Bosnians yesterday started voting for leaders to steer the future of their poor Balkan nation, which has been splintered by ethnic divides that fueled the Bosnian War in the 1990s.
Bosnia remains a patchwork of enclaves, with power formally divided among its three main groups: Bosnian Muslims (Bosniaks), Serbs and Croats.
While the list of economic woes facing the nation is long, many voters said that they have lost faith in a political class accused of stoking fear and nationalism to stay in power.
Photo: AP
“I think the nationalists will win once again and nothing will change,” said Armin Bukaric, a 45-year-old businessman in Sarajevo, echoing a view common on the capital’s streets.
The Balkan country’s complex political system is a relic of the conflict from 1992 to 1995 that saw Muslims, Serbs and Croats turn on each other. The fighting left 100,000 dead, displaced millions and wrecked the country’s economy and infrastructure.
A quarter of a century later, Bosnia is still governed by a peace accord that stopped the war and sliced the country into two semiautonomous halves — one dominated by Serbs and the other home to Muslims and a Croat minority.
The regions are bound by a weak national government, led by a tripartite presidency that rotates between a Serb, Croat and Muslim member.
One leading candidate for the Serb seat, Milorad Dodik, is a pro-Russian nationalist who regularly dangles holding a vote on the secession of the country’s Serb-run entity Republika Srpska.
Victory would keep Dodik, who has been sanctioned by the US for threatening the country’s integrity, at the fore of Bosnian politics. It could also see him in a partnership with Croat incumbent Dragan Covic, who similarly advocates drawing deeper communal divisions.
Covic’s rightwing HDZ party would like to see the creation of a third entity just for Croats, who currently live in a region with a majority of Bosnian Muslims.
The purpose of these “ethnonationalist” policies is to “maintain the status quo and stagnation” that helps keep such leaders in control, political analyst Tanja Topic said.
Ranko Mavrak, a prominent Sarajevo journalist, said the country’s political outlook was “depressing.”
“We don’t see anything on the horizon that would offer some change to the systems and stereotypes that have governed this country for 25 years since the war,” he said in a TV interview.
While nationalists are trying to widen the gulf between different communities, a shared frustration with government corruption has brought some Bosnians together.
On Friday night it was not a campaign rally, but a grassroots protest calling for justice over a young man’s death that drew thousands of supporters to Banja Luka, the capital of the Serb-run entity.
The movement started in March and has evolved into a broader protest against corruption, drawing support from a diverse crowd.
A report by Transparency International said that corruption is a serious problem in “all levels of government” in Bosnia.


> _About this task_
From the entries below, copy every line where the string "Maksājumi" appears.

--- Records shown Enclosed Below ---

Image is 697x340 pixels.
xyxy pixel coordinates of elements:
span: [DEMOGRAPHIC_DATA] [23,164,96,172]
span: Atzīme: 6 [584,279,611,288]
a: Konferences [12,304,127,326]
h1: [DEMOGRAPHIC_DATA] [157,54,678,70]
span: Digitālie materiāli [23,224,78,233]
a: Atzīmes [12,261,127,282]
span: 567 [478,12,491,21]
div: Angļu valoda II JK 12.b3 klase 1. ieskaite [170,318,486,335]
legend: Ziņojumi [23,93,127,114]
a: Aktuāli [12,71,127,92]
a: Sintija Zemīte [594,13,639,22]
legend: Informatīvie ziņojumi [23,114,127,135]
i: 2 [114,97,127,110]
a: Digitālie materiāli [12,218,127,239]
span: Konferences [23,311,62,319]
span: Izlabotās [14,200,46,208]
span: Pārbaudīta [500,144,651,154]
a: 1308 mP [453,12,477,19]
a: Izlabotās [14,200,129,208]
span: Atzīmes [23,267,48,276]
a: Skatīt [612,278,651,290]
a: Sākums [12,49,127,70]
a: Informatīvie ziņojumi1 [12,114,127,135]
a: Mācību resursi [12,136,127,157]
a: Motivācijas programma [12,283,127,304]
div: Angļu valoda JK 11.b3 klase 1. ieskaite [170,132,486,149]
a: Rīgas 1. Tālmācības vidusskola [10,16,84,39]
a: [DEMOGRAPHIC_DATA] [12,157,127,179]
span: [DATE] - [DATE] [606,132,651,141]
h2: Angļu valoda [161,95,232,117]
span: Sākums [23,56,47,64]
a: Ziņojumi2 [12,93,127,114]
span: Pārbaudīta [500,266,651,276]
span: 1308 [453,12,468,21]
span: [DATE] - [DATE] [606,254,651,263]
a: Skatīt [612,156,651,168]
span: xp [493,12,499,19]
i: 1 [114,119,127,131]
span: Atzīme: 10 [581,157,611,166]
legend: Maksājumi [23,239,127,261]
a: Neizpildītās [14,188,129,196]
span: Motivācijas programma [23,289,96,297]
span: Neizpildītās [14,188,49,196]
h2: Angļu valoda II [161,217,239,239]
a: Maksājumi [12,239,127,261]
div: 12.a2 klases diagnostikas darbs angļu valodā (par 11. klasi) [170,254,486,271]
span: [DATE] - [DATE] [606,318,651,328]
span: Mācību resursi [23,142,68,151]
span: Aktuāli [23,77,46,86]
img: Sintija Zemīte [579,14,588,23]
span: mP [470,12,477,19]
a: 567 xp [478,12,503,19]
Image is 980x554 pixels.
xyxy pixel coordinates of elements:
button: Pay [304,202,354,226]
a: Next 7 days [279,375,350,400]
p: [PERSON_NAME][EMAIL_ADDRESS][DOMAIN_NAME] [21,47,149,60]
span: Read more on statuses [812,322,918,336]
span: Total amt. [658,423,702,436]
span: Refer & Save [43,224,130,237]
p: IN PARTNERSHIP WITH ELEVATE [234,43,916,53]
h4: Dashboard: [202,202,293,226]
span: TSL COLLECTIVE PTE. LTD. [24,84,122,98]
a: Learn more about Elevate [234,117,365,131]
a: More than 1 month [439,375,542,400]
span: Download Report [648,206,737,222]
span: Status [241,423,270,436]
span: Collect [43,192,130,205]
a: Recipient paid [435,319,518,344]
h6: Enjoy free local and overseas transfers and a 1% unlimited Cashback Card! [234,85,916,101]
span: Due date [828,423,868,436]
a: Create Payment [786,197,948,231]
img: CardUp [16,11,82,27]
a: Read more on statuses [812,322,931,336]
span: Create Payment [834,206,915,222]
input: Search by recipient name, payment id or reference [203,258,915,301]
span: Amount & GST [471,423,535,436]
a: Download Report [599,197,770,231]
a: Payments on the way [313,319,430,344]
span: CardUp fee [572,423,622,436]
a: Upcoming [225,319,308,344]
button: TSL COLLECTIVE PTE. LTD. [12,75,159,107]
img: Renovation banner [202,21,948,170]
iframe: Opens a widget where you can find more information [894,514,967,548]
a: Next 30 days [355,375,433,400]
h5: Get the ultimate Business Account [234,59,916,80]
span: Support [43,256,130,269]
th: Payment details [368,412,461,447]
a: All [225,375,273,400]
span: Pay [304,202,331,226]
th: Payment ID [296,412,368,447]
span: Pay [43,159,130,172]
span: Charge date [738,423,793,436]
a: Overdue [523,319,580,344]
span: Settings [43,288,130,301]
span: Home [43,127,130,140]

--- End of Enclosed Records shown ---

> _Result below_
legend: Maksājumi [23,239,127,261]
a: Maksājumi [12,239,127,261]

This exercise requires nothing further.